Now check to see if  the hash 160 (78d65fb3b8fa013867a396d610a542a7213c1d99) is contained in the raw transaction (so without any decoding):

010000000154a8e81dd0fb53f0f82f2d6b90d2972a3dd1718ee4c1e9113a1add12f6c5e33400000 0006a47304402203f96e1b966ac9a8eaf7c6ee011f280ec9ba0f4a31eff9e678ffcbacd2d9ef3a1 0220292d03b0694ddf8e4773ceea0a85341574febc0243a76cbdbaaae9cc7c998d3901210378736 92731f2bd925132c2c05852deb44718dee093d8ce1567bf174e8440f03dffffffff0166aa2d0000 00000017a91478d65fb3b8fa013867a396d610a542a7213c1d998700000000

Yes it does. In that case do whatever extra steps you want including decoding the transaction, etc.

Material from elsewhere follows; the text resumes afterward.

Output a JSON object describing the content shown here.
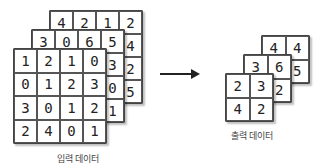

40  Bitcoin / Development & Technical Discussion / Re: Watching a bunch of addresses using -zmqpubrawtx=<address> on: November 04, 2021, 01:59:33 PM
I've been getting errors about exceeding it on testnet by calling decoderawtransaction on every single incoming transaction my node detects.
If all you are doing is monitoring for incoming transactions for specific addresses you could do without the decoding and just check if the raw transaction contains the ripemd-160 of the address instead.